**Data in this exercise**.
........

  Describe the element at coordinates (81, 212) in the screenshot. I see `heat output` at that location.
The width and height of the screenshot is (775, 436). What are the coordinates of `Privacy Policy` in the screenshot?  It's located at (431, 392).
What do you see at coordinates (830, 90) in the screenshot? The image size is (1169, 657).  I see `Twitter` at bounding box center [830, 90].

........

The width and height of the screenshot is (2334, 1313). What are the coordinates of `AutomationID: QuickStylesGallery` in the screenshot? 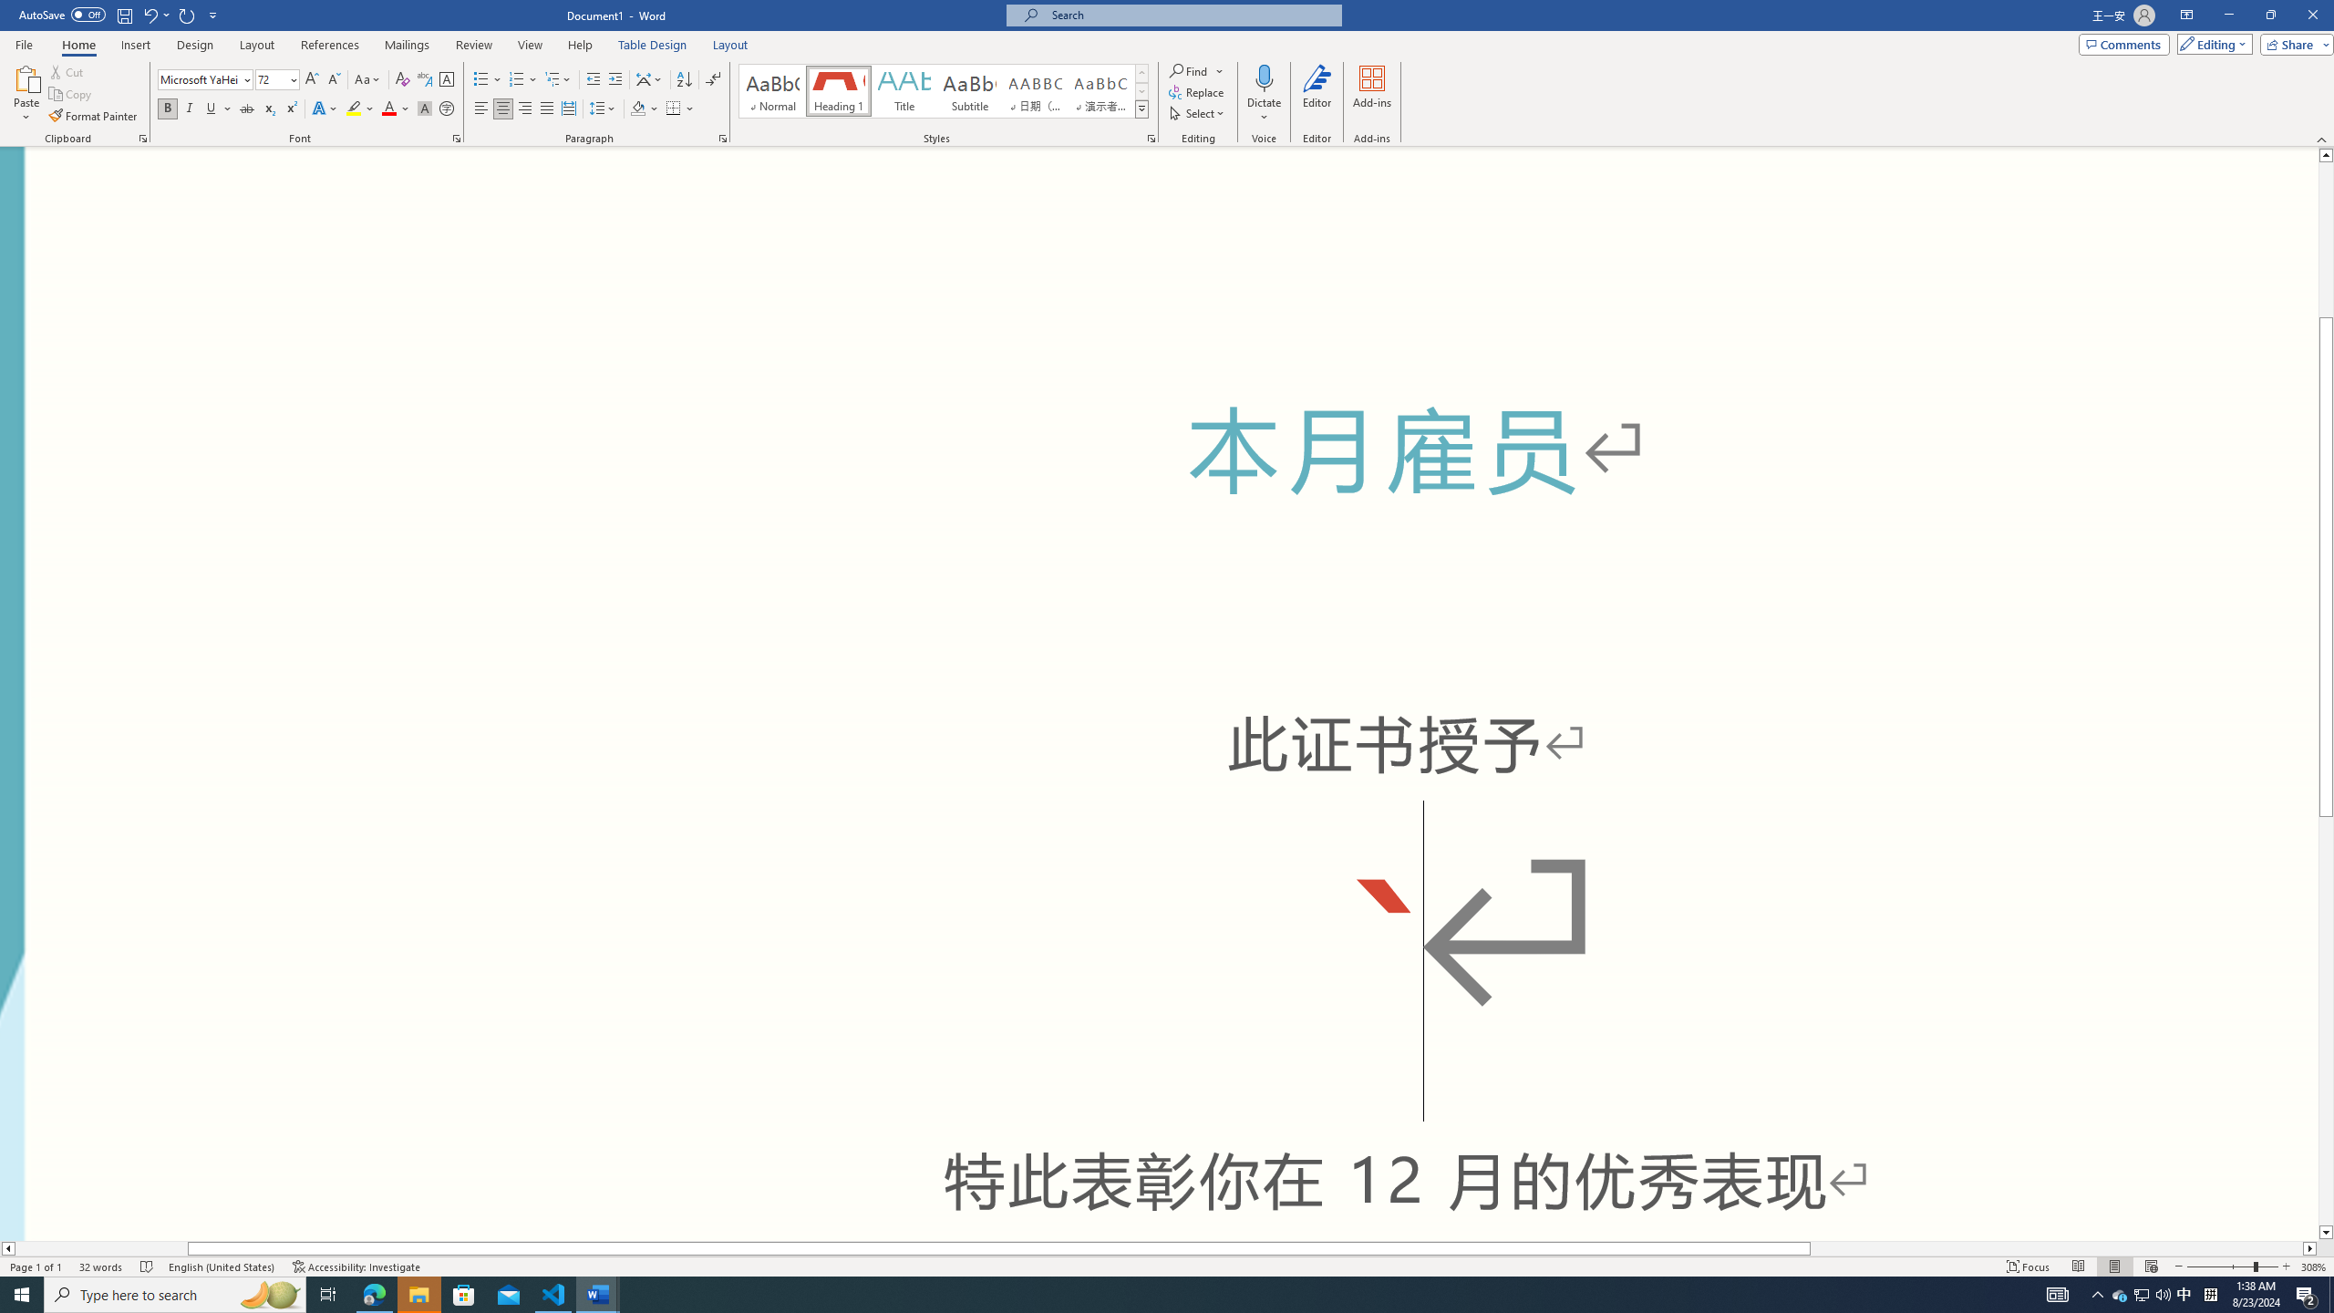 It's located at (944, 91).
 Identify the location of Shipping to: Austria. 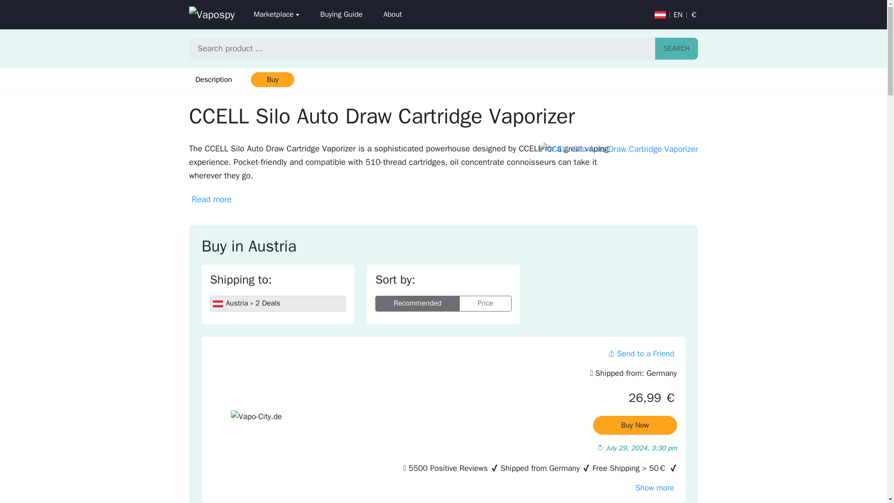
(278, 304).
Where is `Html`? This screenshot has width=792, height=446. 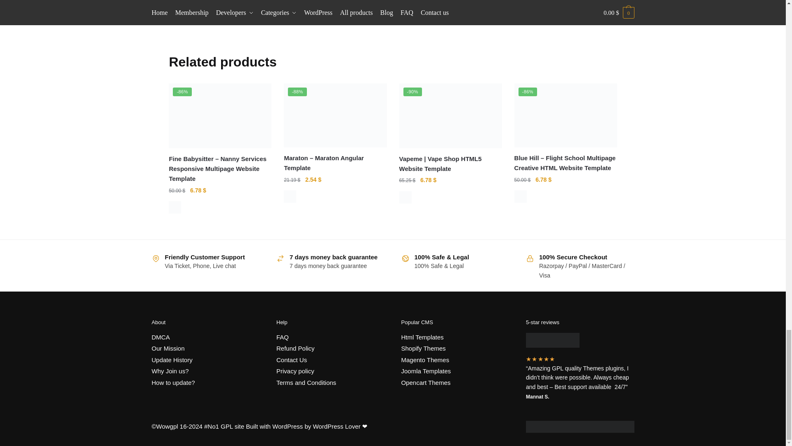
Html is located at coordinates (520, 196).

........

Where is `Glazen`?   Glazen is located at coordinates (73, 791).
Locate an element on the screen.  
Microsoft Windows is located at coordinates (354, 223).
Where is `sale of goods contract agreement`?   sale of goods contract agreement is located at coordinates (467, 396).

........

**What you need to do**.
Copy exactly the stretch of data above from the line with "The width and height of the screenshot is (775, 436)." through the line with "What do you", and omit all other lines.

**Task result**.
The width and height of the screenshot is (775, 436). What are the coordinates of `Privacy Policy` in the screenshot?  It's located at (431, 392).
What do you see at coordinates (830, 90) in the screenshot? The image size is (1169, 657).  I see `Twitter` at bounding box center [830, 90].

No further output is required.